StatueMonument comprises a larger-than-life figure of Russian Tsar Alexander II shaking hands with U.S. President Abraham Lincoln, in front of a Corinthian column topped by a three-masted sailing ship to symbolize a handshake across the ocean. The complete monument is about 6 meters high, and the figures are both about 3 meters tall -- but in life, Tsar Alexander II was shorter than President Lincoln.
Although President Lincoln and Tsar Alexander II never met in person, they did correspond and both led their countries during challenging reform periods: Alexander II abolished serfdom in Russia in 1861, Lincoln issued the Emancipation Proclamation in the U.S. in 1863. Both would also be assassinated -- Lincoln by a Confederate sympathizer in April 1865, and Alexander II in March 1881, roughly 20 years after his own Manifesto, by a revolutionary group aiming to overthrow the Russian autocracy.

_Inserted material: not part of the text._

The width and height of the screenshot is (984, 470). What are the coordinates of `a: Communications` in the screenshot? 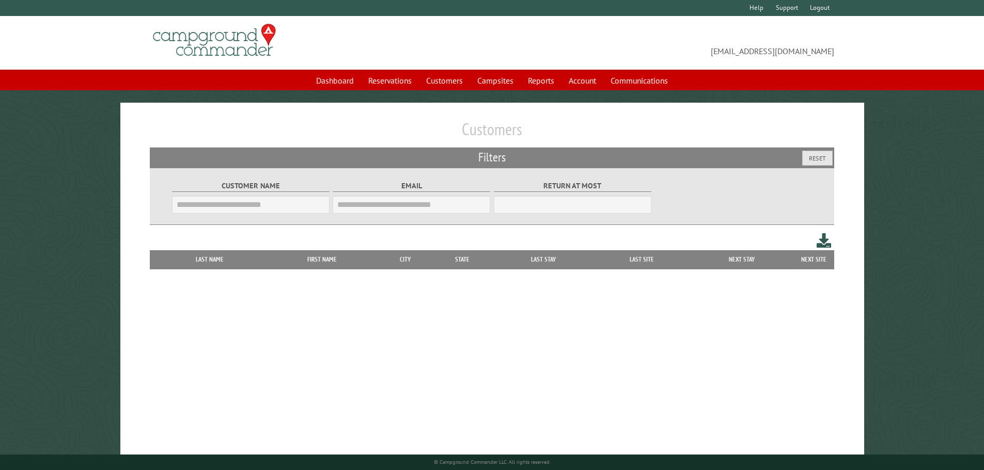 It's located at (639, 81).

Russian surrealist sculptor Alexander Nikolayevich Burganov, a National Artist of Russia and a member of the Russian Academy of Fine Arts, created this work in 2011. The statue originally stood outside the Exhibition Hall of the Russian Federation State Archives in the Khamovniki District in central Moscow, for a bilateral U.S.-Russian historic-documentary exhibition under the aegis of the Education, Culture, Media, and Sports Working Group of the Obama-Medvedev Presidential Commission. The exhibition Tsar and President: Alexander II and Abraham Lincoln, Liberator and Emancipator opened in February 2011, around the 150th anniversaries of two historic events: the Russian Tsars signing of the Liberation Manifesto freeing 22 million peasants from serfdom on 19 February 1861, and the U.S. Presidents signing of the Emancipation
Proclamation on 1 January 1863. Some attendees at the opening viewed the exhibition as a reflection of President Barack Obamas Reset in relations between the two countries. At some time during mid-2016 or later, monument was moved alongside Burganovs 2016 monument commemorating the meeting between U.S. and Soviet Forces on the Elbe River during World War II in his Sculpture Garden on Ecology Square. [MONUMENT LINK:
https://www.uswarmemorials.org/html/monument_details.php?SiteID=2795&MemID=3722
Burganovs other works include a monument to Alexander Pushkin located at George Washington University in Washington DC (2000), a statue of John Quincy Adams, the first U.S. Ambassador to Russia and later President of the United States, located in front of the U.S. Embassy in Moscow (2008); and a monument to US poet Walt Whitman in front of Moscow State University (2009).